Saturday dawned bright and clear.
Loren spent the whole morning with Hermione buried in the library, paging through volumes on Transfiguration. McGonagall had explained that at the club, each member could raise a question for group discussion. Loren, who had focused more on potions and charms so far, wanted to prepare properly. By noon, he had settled on a question worth bringing to the meeting.
Hermione longed to attend as well, but McGonagall's standards were strict. Only those who could master the Vanishing Spell before fifth year were invited, which excluded almost everyone young. With her low magical reserves, even with Loren's guidance, Hermione wouldn't manage before second year. And that was just the entry test—members also had to publish in *Transfiguration Today* at least once per year. Fail, and you were expelled.
…
At two in the afternoon, Irene Adler, a Gryffindor upperclassman, came to fetch Loren from the common room. She was the Gryffindor section leader.
She guided him to a classroom near McGonagall's office. The door looked like a blank wall. The only way in was to cast a Vanishing Spell. Irene demonstrated and stepped inside, leaving Loren to perform it alone—his first test.
Inside, the room opened wide. Sixteen students sat in a circle with McGonagall at the center: six Ravenclaws, four Slytherins, four Gryffindors, and two Hufflepuffs.
At Loren's arrival, McGonagall rose, and the others followed, clapping.
"Everyone, welcome our youngest member, Loren Angus. Loren, take a seat, then I'll introduce you."
Loren's gaze swept the room. Only chairs. No extras. With a flick of his wand, he transformed a chipped flowerpot in the corner into a cushioned armchair and summoned it to him. He sat calmly, earning a few impressed looks.
Introductions followed. Once each member had spoken, McGonagall addressed them.
"This is our first meeting of the year. Schedules are busy, so gatherings will be rarer. Continue to collaborate privately. Bring what you cannot solve to these sessions. Now, each group, present your article plans for *Transfiguration Today*."
Irene went first, demonstrating her group's research on multi-stage transformations. A sheet of paper became a bird, reverted mid-flight, turned into a frog upon landing, then back to paper. Loren, watching through magical sight, saw the trick: pre-etched runes triggered by stored magic. Clever.
Other groups presented in turn. Hufflepuff: enhancing food flavor with Transfiguration. Ravenclaw: reshaping already-carved runes to alter their effects. Slytherin: liquid transformations. Each project gave Loren sparks of inspiration, especially for combining alchemy with transfiguration.
Finally came open discussion. Loren leaned forward, eager.
"Can the Vanishing Spell be used as a basis for transforming air?"
The room blinked at him. McGonagall, though, nodded slightly, inviting him to expand.
"Why is Vanishing classified as Transfiguration? Have you considered what really happens when something vanishes?"
He levitated two blocks of wood. "Two options. Transfer Spell. Vanishing Spell." He cast both—one block blinked to another part of the room, the other simply ceased.
"Where did it go? What did it become?"
Ravenclaw's leader, Janes Heggler, hesitated. "You're saying… it becomes air?"
The idea clicked. Whispers spread. But Irene raised a hand.
"If Vanishing makes matter into air, then without a counterspell it's permanent. Doesn't that contradict Gamp's Second Law—that Transfiguration has limits and durations?"
Eyes turned to McGonagall. She folded her arms.
"Permanent transformations exist. They are often classed as dark transfiguration. The quintaped, for instance, was once a man."
Murmurs rose. Even a spell they had all used daily still held hidden depths.
But Loren pushed further.
"The point isn't permanence. It's this: if Vanishing makes air, then in principle, we should be able to target air itself with Transfiguration. If we can conjure something from air, why not reshape air directly?"
McGonagall fell silent. Others were struck dumb, then split.
One camp insisted air couldn't be transformed—that Vanishing was a special case. The other argued it was possible, they just lacked the method.
The room buzzed with debate, fourteen voices clashing, half and half across all four houses.
McGonagall, frowning in thought, didn't intervene. Loren leaned back, listening, a small smile playing at his lips. This was what he had hoped for—a spark, a door opening.
The Transfiguration Club had proven more than worth it.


TASK GOAL >> Show every line of the data that contains the string "bounding".

Entries from a visual dataset >>
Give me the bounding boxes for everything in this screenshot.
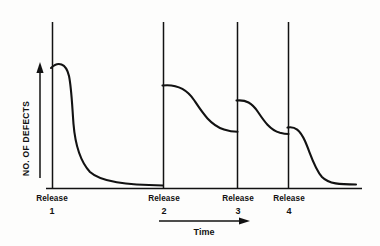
curve-release-4: [288, 127, 357, 184]
curve-release-3: [237, 100, 289, 134]
curve-release-2: [163, 85, 238, 132]
right-arrow-icon: [159, 217, 250, 224]
release-label-4-number: 4: [286, 206, 291, 216]
up-arrow-icon: [36, 62, 43, 178]
release-label-1: Release 1: [36, 194, 68, 216]
x-axis-label: Time: [194, 227, 215, 237]
curve-release-1: [51, 64, 163, 185]
y-axis-label: NO. OF DEFECTS: [21, 101, 31, 176]
release-label-3-number: 3: [235, 206, 240, 216]
release-label-2: Release 2: [148, 194, 180, 216]
release-label-4-text: Release: [273, 194, 305, 203]
chart-canvas: NO. OF DEFECTS Release 1 Rele: [0, 0, 380, 246]
release-label-3-text: Release: [222, 194, 254, 203]
release-label-4: Release 4: [273, 194, 305, 216]
y-axis-group: NO. OF DEFECTS: [21, 62, 44, 178]
release-label-3: Release 3: [222, 194, 254, 216]
release-label-2-text: Release: [148, 194, 180, 203]
defects-vs-time-figure: NO. OF DEFECTS Release 1 Rele: [0, 0, 380, 246]
time-axis-group: Time: [159, 217, 250, 237]
release-label-1-text: Release: [36, 194, 68, 203]
release-label-2-number: 2: [161, 206, 166, 216]
release-label-1-number: 1: [49, 206, 54, 216]
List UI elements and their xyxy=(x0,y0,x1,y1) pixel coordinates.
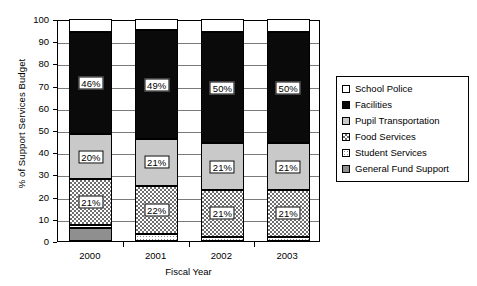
legend-label: Student Services xyxy=(355,148,427,158)
segment-student-services-2001[interactable] xyxy=(135,234,178,241)
segment-food-services-2002[interactable]: 21% xyxy=(201,190,244,237)
x-axis-label-2003: 2003 xyxy=(252,250,322,261)
segment-value-label: 21% xyxy=(210,160,235,173)
y-axis-tick-70: 70 xyxy=(9,82,49,92)
y-axis-tick-30: 30 xyxy=(9,170,49,180)
legend-label: General Fund Support xyxy=(355,164,449,174)
bar-2000[interactable]: 21%20%46% xyxy=(69,19,112,241)
y-tick-mark xyxy=(53,242,57,243)
x-tick-mark xyxy=(254,242,255,247)
segment-school-police-2003[interactable] xyxy=(267,19,310,32)
legend-item-pupil-transportation[interactable]: Pupil Transportation xyxy=(342,113,464,129)
y-axis-tick-10: 10 xyxy=(9,215,49,225)
segment-school-police-2002[interactable] xyxy=(201,19,244,32)
segment-value-label: 21% xyxy=(144,156,169,169)
y-axis-tick-90: 90 xyxy=(9,37,49,47)
segment-value-label: 21% xyxy=(276,160,301,173)
legend-item-student-services[interactable]: Student Services xyxy=(342,145,464,161)
x-axis-label-2001: 2001 xyxy=(121,250,191,261)
legend-item-general-fund-support[interactable]: General Fund Support xyxy=(342,161,464,177)
plot-area: 21%20%46%22%21%49%21%21%50%21%21%50% xyxy=(57,20,320,242)
x-tick-mark xyxy=(123,242,124,247)
legend-swatch-icon xyxy=(342,165,350,173)
bar-2002[interactable]: 21%21%50% xyxy=(201,19,244,241)
segment-value-label: 50% xyxy=(276,81,301,94)
y-axis-tick-80: 80 xyxy=(9,59,49,69)
segment-value-label: 20% xyxy=(78,150,103,163)
chart-root: % of Support Services Budget 01020304050… xyxy=(0,0,477,286)
y-axis-tick-60: 60 xyxy=(9,104,49,114)
y-axis-tick-20: 20 xyxy=(9,193,49,203)
legend-item-facilities[interactable]: Facilities xyxy=(342,97,464,113)
legend-swatch-icon xyxy=(342,133,350,141)
legend-swatch-icon xyxy=(342,85,350,93)
segment-facilities-2001[interactable]: 49% xyxy=(135,30,178,139)
legend-label: Food Services xyxy=(355,132,416,142)
segment-student-services-2003[interactable] xyxy=(267,237,310,241)
x-tick-mark xyxy=(189,242,190,247)
legend-item-food-services[interactable]: Food Services xyxy=(342,129,464,145)
segment-food-services-2000[interactable]: 21% xyxy=(69,179,112,226)
x-axis-title: Fiscal Year xyxy=(57,266,320,277)
segment-student-services-2002[interactable] xyxy=(201,237,244,241)
y-axis-tick-0: 0 xyxy=(9,237,49,247)
segment-value-label: 50% xyxy=(210,81,235,94)
bar-2003[interactable]: 21%21%50% xyxy=(267,19,310,241)
y-axis-tick-100: 100 xyxy=(9,15,49,25)
bar-2001[interactable]: 22%21%49% xyxy=(135,19,178,241)
legend-swatch-icon xyxy=(342,117,350,125)
y-axis-tick-40: 40 xyxy=(9,148,49,158)
segment-value-label: 21% xyxy=(210,207,235,220)
segment-value-label: 21% xyxy=(78,196,103,209)
segment-pupil-transportation-2002[interactable]: 21% xyxy=(201,143,244,190)
segment-facilities-2003[interactable]: 50% xyxy=(267,32,310,143)
segment-pupil-transportation-2000[interactable]: 20% xyxy=(69,134,112,178)
legend-swatch-icon xyxy=(342,101,350,109)
segment-food-services-2001[interactable]: 22% xyxy=(135,186,178,235)
segment-value-label: 49% xyxy=(144,78,169,91)
y-axis-tick-50: 50 xyxy=(9,126,49,136)
segment-pupil-transportation-2003[interactable]: 21% xyxy=(267,143,310,190)
segment-value-label: 21% xyxy=(276,207,301,220)
segment-student-services-2000[interactable] xyxy=(69,225,112,227)
segment-value-label: 46% xyxy=(78,77,103,90)
segment-pupil-transportation-2001[interactable]: 21% xyxy=(135,139,178,186)
chart-legend: School PoliceFacilitiesPupil Transportat… xyxy=(336,76,469,182)
x-axis-label-2000: 2000 xyxy=(55,250,125,261)
segment-facilities-2000[interactable]: 46% xyxy=(69,32,112,134)
x-axis-label-2002: 2002 xyxy=(186,250,256,261)
legend-label: School Police xyxy=(355,84,413,94)
segment-school-police-2000[interactable] xyxy=(69,19,112,32)
segment-school-police-2001[interactable] xyxy=(135,19,178,30)
segment-food-services-2003[interactable]: 21% xyxy=(267,190,310,237)
segment-general-fund-support-2000[interactable] xyxy=(69,228,112,241)
legend-label: Pupil Transportation xyxy=(355,116,440,126)
segment-facilities-2002[interactable]: 50% xyxy=(201,32,244,143)
segment-value-label: 22% xyxy=(144,203,169,216)
legend-swatch-icon xyxy=(342,149,350,157)
legend-item-school-police[interactable]: School Police xyxy=(342,81,464,97)
legend-label: Facilities xyxy=(355,100,392,110)
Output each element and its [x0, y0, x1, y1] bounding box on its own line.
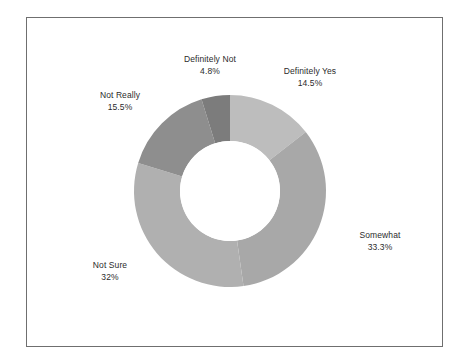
slice-label-not-really: Not Really 15.5% — [60, 89, 180, 113]
slice-label-not-sure-name: Not Sure — [55, 259, 165, 271]
slice-label-definitely-yes-name: Definitely Yes — [250, 65, 370, 77]
slice-label-somewhat-value: 33.3% — [325, 241, 435, 253]
slice-label-somewhat-name: Somewhat — [325, 229, 435, 241]
slice-label-not-really-name: Not Really — [60, 89, 180, 101]
slice-label-not-sure-value: 32% — [55, 271, 165, 283]
slice-label-somewhat: Somewhat 33.3% — [325, 229, 435, 253]
slice-label-definitely-not-name: Definitely Not — [150, 53, 270, 65]
slice-label-not-really-value: 15.5% — [60, 101, 180, 113]
slice-label-definitely-yes-value: 14.5% — [250, 77, 370, 89]
slice-label-definitely-yes: Definitely Yes 14.5% — [250, 65, 370, 89]
slice-label-not-sure: Not Sure 32% — [55, 259, 165, 283]
donut-hole — [180, 141, 280, 241]
donut-chart: Definitely Not 4.8% Definitely Yes 14.5%… — [0, 0, 469, 364]
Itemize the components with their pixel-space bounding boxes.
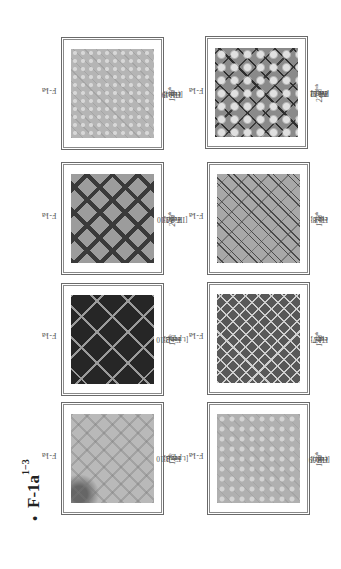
figure-fig3 xyxy=(61,162,164,275)
figure-fig8 xyxy=(207,162,310,275)
figure-fig7 xyxy=(207,282,310,395)
figure-frame xyxy=(207,282,310,395)
figure-fig9 xyxy=(205,36,308,149)
figure-label-fig3: F-1a1 xyxy=(40,195,58,235)
heading-text: F-1a xyxy=(24,475,43,508)
figure-frame xyxy=(207,162,310,275)
figure-frame xyxy=(61,402,164,515)
pattern-swatch xyxy=(71,414,154,503)
figure-label-fig2: F-1a1 xyxy=(40,315,58,355)
figure-caption-fig8: Fig.8: 122 [13th cent.] xyxy=(312,162,326,275)
figure-label-fig9: F-1a3 xyxy=(187,70,205,110)
pattern-swatch xyxy=(215,48,298,137)
figure-frame xyxy=(61,283,164,396)
figure-fig1 xyxy=(61,402,164,515)
figure-fig4 xyxy=(61,37,164,150)
figure-caption-fig1: Fig.1: 12 [t.pq. B.10th cent.] xyxy=(165,402,179,515)
figure-label-fig1: F-1a1 xyxy=(40,435,58,475)
pattern-swatch xyxy=(217,294,300,383)
figure-frame xyxy=(205,36,308,149)
figure-caption-fig4: Fig.4: 179 [(IH.)9th cent.] xyxy=(165,37,179,150)
figure-label-fig4: F-1a2 xyxy=(40,70,58,110)
figure-caption-fig2: Fig.2: 14 [t.pq. B.10th cent.] xyxy=(165,283,179,396)
heading-superscript: 1−3 xyxy=(20,459,31,475)
figure-label-fig7: F-1a3 xyxy=(187,315,205,355)
figure-caption-fig6: Fig.6: 169 [(IH.)9th cent.] xyxy=(312,402,326,515)
bullet: • xyxy=(27,516,43,521)
figure-fig2 xyxy=(61,283,164,396)
pattern-swatch xyxy=(71,174,154,263)
figure-frame xyxy=(61,162,164,275)
pattern-swatch xyxy=(217,174,300,263)
figure-caption-fig3: Fig.3: 269 [IH./M.10th cent.] xyxy=(165,162,179,275)
pattern-swatch xyxy=(71,49,154,138)
figure-frame xyxy=(207,402,310,515)
figure-frame xyxy=(61,37,164,150)
pattern-swatch xyxy=(217,414,300,503)
figure-fig6 xyxy=(207,402,310,515)
figure-caption-fig7: Fig.7: 142 [13th cent.] xyxy=(312,282,326,395)
pattern-swatch xyxy=(71,295,154,384)
figure-caption-fig9: Fig.9: 225 [IH.11th/M.12th cent.] xyxy=(312,36,326,149)
figure-label-fig8: F-1a3 xyxy=(187,195,205,235)
figure-label-fig6: F-1a2 xyxy=(187,435,205,475)
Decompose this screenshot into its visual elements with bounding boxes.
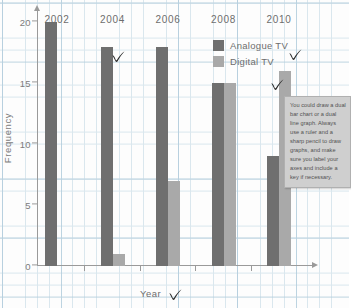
y-axis <box>37 10 38 266</box>
bar-2010-analogue <box>267 156 279 266</box>
legend-label-analogue: Analogue TV <box>230 40 288 51</box>
bar-group-2002 <box>45 22 57 266</box>
x-tick-label-2008: 2008 <box>211 14 236 25</box>
y-tick-label: 15 <box>20 78 31 89</box>
y-tick-mark <box>32 20 38 21</box>
legend-item-analogue: Analogue TV <box>213 40 288 51</box>
checkmark-2010-bar-icon <box>270 78 285 91</box>
y-tick-mark <box>32 142 38 143</box>
y-tick-label: 10 <box>20 139 31 150</box>
x-tick-label-2004: 2004 <box>100 14 125 25</box>
x-tick-mark <box>195 266 196 271</box>
y-axis-label: Frequency <box>2 113 13 163</box>
hint-note-box: You could draw a dual bar chart or a dua… <box>284 96 351 188</box>
y-tick-label: 5 <box>25 200 31 211</box>
legend: Analogue TV Digital TV <box>213 40 288 67</box>
bar-2004-analogue <box>101 47 113 266</box>
x-tick-label-2010: 2010 <box>266 14 291 25</box>
y-tick-mark <box>32 264 38 265</box>
legend-swatch-digital-icon <box>213 56 224 67</box>
bar-2008-digital <box>224 83 236 266</box>
bar-group-2006 <box>156 47 180 266</box>
legend-item-digital: Digital TV <box>213 56 288 67</box>
bar-group-2008 <box>212 83 236 266</box>
y-tick-label: 20 <box>20 17 31 28</box>
bar-2008-analogue <box>212 83 224 266</box>
checkmark-legend-icon <box>288 48 303 61</box>
y-tick-label: 0 <box>25 261 31 272</box>
x-tick-mark <box>84 266 85 271</box>
legend-label-digital: Digital TV <box>230 56 274 67</box>
x-tick-mark <box>140 266 141 271</box>
bar-2002-analogue <box>45 22 57 266</box>
x-tick-label-2002: 2002 <box>44 14 69 25</box>
y-tick-mark <box>32 203 38 204</box>
legend-swatch-analogue-icon <box>213 40 224 51</box>
bar-2006-digital <box>168 181 180 266</box>
checkmark-year-label-icon <box>168 288 183 301</box>
y-tick-mark <box>32 81 38 82</box>
x-tick-mark <box>251 266 252 271</box>
x-axis-label: Year <box>140 288 161 299</box>
bar-2004-digital <box>113 254 125 266</box>
bar-group-2004 <box>101 47 125 266</box>
bar-2006-analogue <box>156 47 168 266</box>
x-tick-label-2006: 2006 <box>155 14 180 25</box>
checkmark-2004-bar-icon <box>111 50 126 63</box>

THE COMPLETED TASK >>
Give me the bounding boxes for everything in this screenshot.
Output each element and its [x0, y0, x1, y1] bounding box on its own line.
Itemize the components with their pixel-space bounding boxes.
Decompose this screenshot into its visual elements with bounding boxes.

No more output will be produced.